152ProvincialBudget

Income Tax Act (amended)

Chamber

nova_scotia

Stage

Introduced

This Nova Scotia bill proposes to increase the basic personal amount used to calculate provincial income tax.

Key Changes

  • Amends Nova Scotia's Income Tax Act to change the Basic Personal Amount
  • Would increase the portion of personal income exempt from provincial income tax
  • Reduces the amount of provincial income tax owed by individual Nova Scotia residents

Gotchas

  • The full text of the bill as introduced is not available in the provided source, so the exact new dollar amount for the Basic Personal Amount is unknown.
  • This is a Private Member's Bill introduced by an Independent MLA, which means it has a lower likelihood of passing compared to government-sponsored legislation.
  • Raising the Basic Personal Amount reduces provincial tax revenue, which could affect the provincial budget, though the fiscal impact cannot be assessed without the specific new amount.
  • The bill has only passed First Reading and has not advanced further in the legislative process as of the available information.

Who's Affected

  • All Nova Scotia residents who file provincial income taxes
  • Lower- and middle-income earners who may see a proportionally larger benefit
  • Nova Scotia provincial government revenues (reduced tax intake)

Summary

Bill 152 is a private member's bill introduced by Independent MLA Elizabeth Smith-McCrossin in the Nova Scotia Legislature.
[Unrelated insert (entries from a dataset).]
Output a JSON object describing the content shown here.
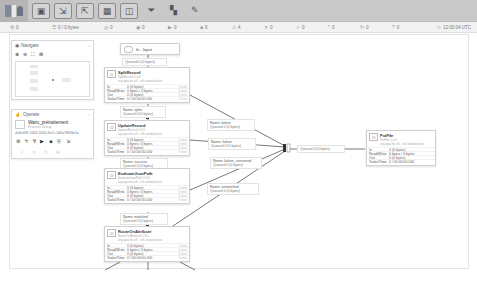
{
  "toolbar": {
    "logo": "nifi",
    "buttons": [
      {
        "name": "processor",
        "icon": "▣"
      },
      {
        "name": "input-port",
        "icon": "⇲"
      },
      {
        "name": "output-port",
        "icon": "⇱"
      },
      {
        "name": "process-group",
        "icon": "▦"
      },
      {
        "name": "remote-process-group",
        "icon": "◫"
      },
      {
        "name": "funnel",
        "icon": "⏷"
      },
      {
        "name": "template",
        "icon": "▚"
      },
      {
        "name": "label",
        "icon": "✎"
      }
    ]
  },
  "status": {
    "items": [
      {
        "icon": "⚙",
        "value": "0"
      },
      {
        "icon": "☰",
        "value": "0 / 0 bytes"
      },
      {
        "icon": "◎",
        "value": "0"
      },
      {
        "icon": "◉",
        "value": "0"
      },
      {
        "icon": "▶",
        "value": "0"
      },
      {
        "icon": "■",
        "value": "6"
      },
      {
        "icon": "⚠",
        "value": "4"
      },
      {
        "icon": "✕",
        "value": "0"
      },
      {
        "icon": "✓",
        "value": "0"
      },
      {
        "icon": "*",
        "value": "0"
      },
      {
        "icon": "↻",
        "value": "0"
      },
      {
        "icon": "?",
        "value": "0"
      }
    ],
    "timestamp": "12:00:04 UTC"
  },
  "navigate": {
    "title": "Navigate",
    "tools": [
      "⊕",
      "⊖",
      "⛶",
      "⊞"
    ]
  },
  "operate": {
    "title": "Operate",
    "group_name": "Wazo_prétraitement",
    "group_type": "Process Group",
    "group_id": "4a5e4ff5-0163-1000-6a7c-5d5e7f8d3e1a",
    "actions": [
      "⚙",
      "ϟ",
      "ϟ̸",
      "▶",
      "■",
      "⎘",
      "⇲"
    ],
    "actions2": [
      "✓",
      "✕",
      "↻",
      "⊟"
    ]
  },
  "nodes": {
    "input_port": {
      "label": "In - Input"
    },
    "conn_in": {
      "name": "",
      "queued": "Queued 0 (0 bytes)"
    },
    "split_record": {
      "name": "SplitRecord",
      "type": "SplitRecord 1.6.0",
      "bundle": "org.apache.nifi - nifi-standard-nar",
      "in": "0 (0 bytes)",
      "rw": "0 bytes / 0 bytes",
      "out": "0 (0 bytes)",
      "tasks": "0 / 00:00:00.000",
      "period": "5 min"
    },
    "conn_splits": {
      "name": "Name: splits",
      "queued": "Queued 0 (0 bytes)"
    },
    "update_record": {
      "name": "UpdateRecord",
      "type": "UpdateRecord 1.6.0",
      "bundle": "org.apache.nifi - nifi-standard-nar",
      "in": "0 (0 bytes)",
      "rw": "0 bytes / 0 bytes",
      "out": "0 (0 bytes)",
      "tasks": "0 / 00:00:00.000",
      "period": "5 min"
    },
    "conn_success": {
      "name": "Name: success",
      "queued": "Queued 0 (0 bytes)"
    },
    "evaluate": {
      "name": "EvaluateJsonPath",
      "type": "EvaluateJsonPath 1.6.0",
      "bundle": "org.apache.nifi - nifi-standard-nar",
      "in": "0 (0 bytes)",
      "rw": "0 bytes / 0 bytes",
      "out": "0 (0 bytes)",
      "tasks": "0 / 00:00:00.000",
      "period": "5 min"
    },
    "conn_matched": {
      "name": "Name: matched",
      "queued": "Queued 0 (0 bytes)"
    },
    "route": {
      "name": "RouteOnAttribute",
      "type": "RouteOnAttribute 1.6.0",
      "bundle": "org.apache.nifi - nifi-standard-nar",
      "in": "0 (0 bytes)",
      "rw": "0 bytes / 0 bytes",
      "out": "0 (0 bytes)",
      "tasks": "0 / 00:00:00.000",
      "period": "5 min"
    },
    "conn_failure": {
      "name": "Name: failure",
      "queued": "Queued 0 (0 bytes)"
    },
    "conn_failure2": {
      "name": "Name: failure",
      "queued": "Queued 0 (0 bytes)"
    },
    "conn_failure3": {
      "name": "Name: failure_converted",
      "queued": "Queued 0 (0 bytes)"
    },
    "conn_unmatched": {
      "name": "Name: unmatched",
      "queued": "Queued 0 (0 bytes)"
    },
    "conn_funnel": {
      "name": "",
      "queued": "Queued 0 (0 bytes)"
    },
    "put_file": {
      "name": "PutFile",
      "type": "PutFile 1.6.0",
      "bundle": "org.apache.nifi - nifi-standard-nar",
      "in": "0 (0 bytes)",
      "rw": "0 bytes / 0 bytes",
      "out": "0 (0 bytes)",
      "tasks": "0 / 00:00:00.000",
      "period": "5 min"
    }
  },
  "labels": {
    "in": "In",
    "rw": "Read/Write",
    "out": "Out",
    "tasks": "Tasks/Time"
  },
  "colors": {
    "toolbar": "#c9c9c9",
    "queue_accent": "#33aaaa"
  }
}
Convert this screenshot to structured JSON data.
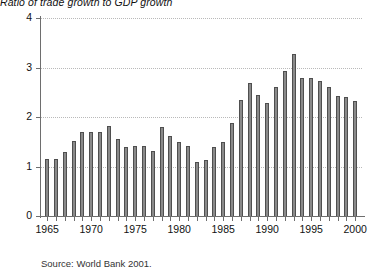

It proposes to amend Nova Scotia's Income Tax Act to change the Basic Personal Amount — the portion of a person's income that is not subject to provincial income tax. The Basic Personal Amount is a tax credit that reduces how much income tax Nova Scotians pay. By raising this amount, more of a person's income would be tax-free, meaning most Nova Scotians would pay less provincial income tax. This type of change typically benefits lower- and middle-income earners the most in relative terms, since the credit applies to everyone equally. The bill was introduced on September 26, 2025, and has only completed First Reading, meaning it is still in the very early stages of the legislative process and has not yet become law.